Martin Bright

What Do We Really Want from a Labour Government?

After reading Seumas Milne and Timothy Garton Ash in the Guardian and then looking at the advert for the New Left Review on the back of the London Review of Books (“Good Riddance to New Labour”), I do wonder what these people want from a centre-left government. God knows I have been critical of New Labour — I’ve had a pop at its record on civil liberties, education, radical Islam, prisons. I could go on. This government has lacked imagination and it has failed to be bold enough. But between 1997 and 2008 Britain became more tolerant and more confident. Hell, it has almost became a modern European nation. It is a better place to be than it was in the 1980s. David Cameron knows that and so do his closest allies in the Conservative Party. Because we have been protected from the full force of the recession, this is also the main reason the polls are so close. 

My only conclusion (and the NLR seems pretty explicit here) is that many on the left would be happier with a Conservative government. 

I’ve been spending time with my 1980 Labour Draft Manifesto. It is a reassuringly bonkers document that shows just how far the Labour Party has come. It is badly designed, poorly researched and badly written. It is fine to sneer at the language of this week’s manifesto, but any idea that there was some golden age of political language before the arrival of the spinners is just nonsense. 

There are some choice policies: “Labour will seek to transfer all privately rented property (except where an owner-occupier lets part of his own home) into social ownership”.

“We shall establish a significant public stake in each important industrial sector, inclusing major companies in such sectors as pharmaceuticals, medical equipment, micro-electronics, construction and building materials.”  

And there are some interesting timeless concerns: “There is the threat to our civil liberties, for example, from the growth in the use of computer data banks, surveillance equipment, and the rest.” Don’t you love the vague threat of “and the rest”. 

Some proposals have come around again, such as giving extra funds and lending powers to the Co-Operative Development Agency. 
It never happened of course. But in the end I have more time for the authors of the 1980 Draft Manifesto that I have for people content to occupy the happy world of pure critique where no one is ever disappointed because no one has any expectations.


--- INSTRUCTIONS TO FOLLOW ---
Your answer should be every line with the word "chocolate", copied from the data below.

··· RECORDS SUPPLIED

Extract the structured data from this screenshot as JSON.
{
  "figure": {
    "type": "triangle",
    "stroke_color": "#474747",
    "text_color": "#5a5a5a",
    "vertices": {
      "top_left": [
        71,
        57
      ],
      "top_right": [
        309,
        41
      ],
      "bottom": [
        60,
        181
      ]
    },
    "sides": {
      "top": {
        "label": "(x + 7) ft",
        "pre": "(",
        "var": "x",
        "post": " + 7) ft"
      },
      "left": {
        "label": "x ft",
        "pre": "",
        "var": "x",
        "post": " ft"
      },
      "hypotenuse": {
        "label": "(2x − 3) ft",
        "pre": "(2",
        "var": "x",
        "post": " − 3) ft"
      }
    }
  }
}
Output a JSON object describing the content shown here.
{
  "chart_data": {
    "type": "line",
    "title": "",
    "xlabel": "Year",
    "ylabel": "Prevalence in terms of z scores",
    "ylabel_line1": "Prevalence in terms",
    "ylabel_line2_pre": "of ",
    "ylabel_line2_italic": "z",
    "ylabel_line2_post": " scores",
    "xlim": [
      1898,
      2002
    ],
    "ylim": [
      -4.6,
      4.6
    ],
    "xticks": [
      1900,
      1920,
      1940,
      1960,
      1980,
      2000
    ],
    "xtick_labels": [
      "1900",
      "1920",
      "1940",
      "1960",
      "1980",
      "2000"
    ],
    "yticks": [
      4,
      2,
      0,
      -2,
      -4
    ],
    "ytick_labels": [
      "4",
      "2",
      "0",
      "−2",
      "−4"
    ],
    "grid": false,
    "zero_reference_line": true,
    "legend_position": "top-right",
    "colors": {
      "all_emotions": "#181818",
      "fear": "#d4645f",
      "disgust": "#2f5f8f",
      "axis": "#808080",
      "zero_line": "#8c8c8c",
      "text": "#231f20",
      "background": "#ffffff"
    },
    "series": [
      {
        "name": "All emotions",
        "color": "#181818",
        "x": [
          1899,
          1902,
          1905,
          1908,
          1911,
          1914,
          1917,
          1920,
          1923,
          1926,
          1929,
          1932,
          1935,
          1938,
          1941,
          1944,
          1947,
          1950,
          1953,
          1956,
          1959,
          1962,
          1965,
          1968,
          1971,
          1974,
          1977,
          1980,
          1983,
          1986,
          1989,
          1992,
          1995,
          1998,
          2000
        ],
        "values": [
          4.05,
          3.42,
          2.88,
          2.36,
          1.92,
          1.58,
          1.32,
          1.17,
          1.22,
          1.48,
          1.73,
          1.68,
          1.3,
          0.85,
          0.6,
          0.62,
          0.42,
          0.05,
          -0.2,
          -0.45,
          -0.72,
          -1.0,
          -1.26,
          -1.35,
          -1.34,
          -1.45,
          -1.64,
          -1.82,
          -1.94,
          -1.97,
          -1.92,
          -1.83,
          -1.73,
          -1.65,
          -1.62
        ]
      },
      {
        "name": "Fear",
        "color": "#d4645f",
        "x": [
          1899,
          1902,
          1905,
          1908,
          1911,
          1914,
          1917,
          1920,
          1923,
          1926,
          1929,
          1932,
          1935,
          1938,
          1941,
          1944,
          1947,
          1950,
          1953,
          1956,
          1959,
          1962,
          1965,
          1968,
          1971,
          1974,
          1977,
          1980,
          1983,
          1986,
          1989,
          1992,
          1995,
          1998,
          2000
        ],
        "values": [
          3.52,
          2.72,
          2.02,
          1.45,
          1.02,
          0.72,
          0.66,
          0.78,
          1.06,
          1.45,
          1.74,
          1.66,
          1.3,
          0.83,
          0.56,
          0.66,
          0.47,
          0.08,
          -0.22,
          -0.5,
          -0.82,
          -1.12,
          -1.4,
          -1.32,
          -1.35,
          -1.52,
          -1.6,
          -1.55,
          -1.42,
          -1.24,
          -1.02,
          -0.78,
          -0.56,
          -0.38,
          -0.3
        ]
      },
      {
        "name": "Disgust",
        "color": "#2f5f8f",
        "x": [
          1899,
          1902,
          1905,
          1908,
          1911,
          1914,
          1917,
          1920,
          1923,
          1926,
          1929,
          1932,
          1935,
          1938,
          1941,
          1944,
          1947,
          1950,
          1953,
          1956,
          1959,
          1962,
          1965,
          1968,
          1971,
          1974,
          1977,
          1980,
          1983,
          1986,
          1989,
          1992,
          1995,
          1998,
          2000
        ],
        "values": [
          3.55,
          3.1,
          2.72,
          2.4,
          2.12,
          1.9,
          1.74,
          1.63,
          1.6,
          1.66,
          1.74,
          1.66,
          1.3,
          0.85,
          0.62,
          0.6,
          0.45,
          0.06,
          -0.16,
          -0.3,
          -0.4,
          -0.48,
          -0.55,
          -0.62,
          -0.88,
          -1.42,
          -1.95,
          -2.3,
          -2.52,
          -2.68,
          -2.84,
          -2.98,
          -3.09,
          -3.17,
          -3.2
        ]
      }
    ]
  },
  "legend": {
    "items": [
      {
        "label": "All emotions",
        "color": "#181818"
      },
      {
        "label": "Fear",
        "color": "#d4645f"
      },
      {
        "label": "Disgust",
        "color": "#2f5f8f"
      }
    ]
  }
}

······
··· RECORDS SUPPLIED

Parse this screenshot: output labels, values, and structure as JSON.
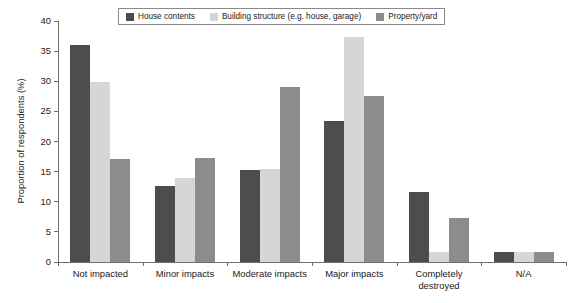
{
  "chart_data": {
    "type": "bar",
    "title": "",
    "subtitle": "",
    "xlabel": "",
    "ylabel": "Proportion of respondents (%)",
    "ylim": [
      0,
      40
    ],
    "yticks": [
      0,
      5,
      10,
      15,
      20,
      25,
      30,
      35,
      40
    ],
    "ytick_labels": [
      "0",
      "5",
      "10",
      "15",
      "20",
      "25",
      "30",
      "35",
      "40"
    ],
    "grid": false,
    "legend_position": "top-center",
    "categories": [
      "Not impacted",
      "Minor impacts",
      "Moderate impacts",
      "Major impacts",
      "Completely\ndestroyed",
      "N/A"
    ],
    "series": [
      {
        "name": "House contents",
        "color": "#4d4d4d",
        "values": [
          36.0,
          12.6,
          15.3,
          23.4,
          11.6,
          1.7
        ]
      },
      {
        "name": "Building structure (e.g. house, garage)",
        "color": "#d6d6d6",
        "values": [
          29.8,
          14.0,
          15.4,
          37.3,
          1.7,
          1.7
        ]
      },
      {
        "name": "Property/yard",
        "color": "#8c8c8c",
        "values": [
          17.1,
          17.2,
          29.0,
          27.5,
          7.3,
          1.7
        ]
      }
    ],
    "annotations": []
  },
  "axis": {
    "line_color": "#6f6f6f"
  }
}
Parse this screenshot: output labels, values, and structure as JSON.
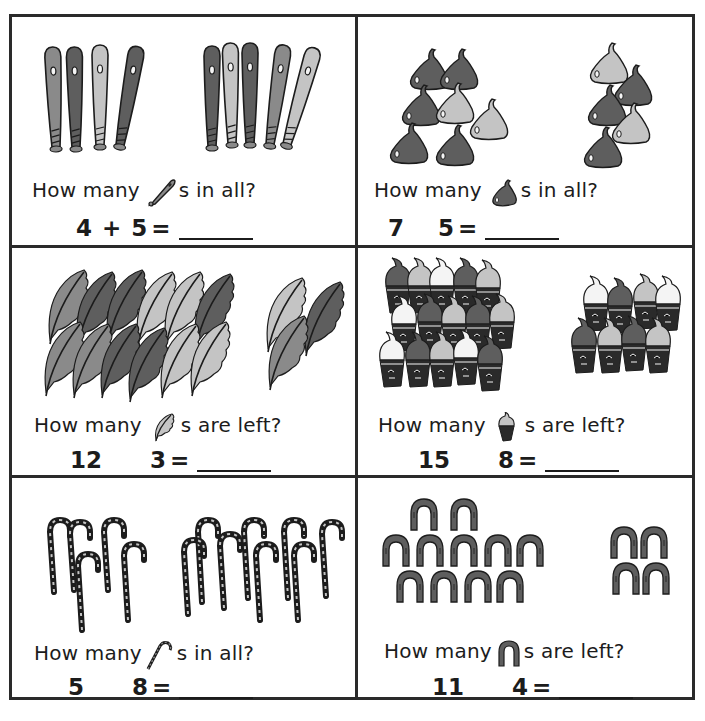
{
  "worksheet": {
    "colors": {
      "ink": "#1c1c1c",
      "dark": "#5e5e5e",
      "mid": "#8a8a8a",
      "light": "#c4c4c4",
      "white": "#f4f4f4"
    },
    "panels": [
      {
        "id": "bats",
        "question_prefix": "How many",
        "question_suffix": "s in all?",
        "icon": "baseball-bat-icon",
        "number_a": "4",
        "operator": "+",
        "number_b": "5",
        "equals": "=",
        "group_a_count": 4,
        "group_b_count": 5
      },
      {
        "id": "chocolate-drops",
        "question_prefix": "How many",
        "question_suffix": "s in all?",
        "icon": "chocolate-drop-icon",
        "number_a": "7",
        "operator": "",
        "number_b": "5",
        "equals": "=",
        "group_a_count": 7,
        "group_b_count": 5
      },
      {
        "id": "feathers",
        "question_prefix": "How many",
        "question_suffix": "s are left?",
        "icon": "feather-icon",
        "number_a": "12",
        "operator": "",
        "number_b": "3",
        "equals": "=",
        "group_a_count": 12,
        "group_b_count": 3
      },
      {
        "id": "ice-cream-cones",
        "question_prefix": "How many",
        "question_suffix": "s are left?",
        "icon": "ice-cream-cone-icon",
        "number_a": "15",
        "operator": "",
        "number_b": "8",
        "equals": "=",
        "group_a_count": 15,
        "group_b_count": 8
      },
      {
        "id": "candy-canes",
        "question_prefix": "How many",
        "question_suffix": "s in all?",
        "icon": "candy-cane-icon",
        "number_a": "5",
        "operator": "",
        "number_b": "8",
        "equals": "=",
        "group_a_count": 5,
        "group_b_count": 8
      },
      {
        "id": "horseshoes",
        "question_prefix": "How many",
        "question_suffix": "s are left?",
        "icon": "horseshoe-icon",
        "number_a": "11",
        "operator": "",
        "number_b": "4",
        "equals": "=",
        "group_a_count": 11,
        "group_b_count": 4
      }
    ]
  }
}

······

--- THE ANSWER ---
        "id": "chocolate-drops",
        "icon": "chocolate-drop-icon",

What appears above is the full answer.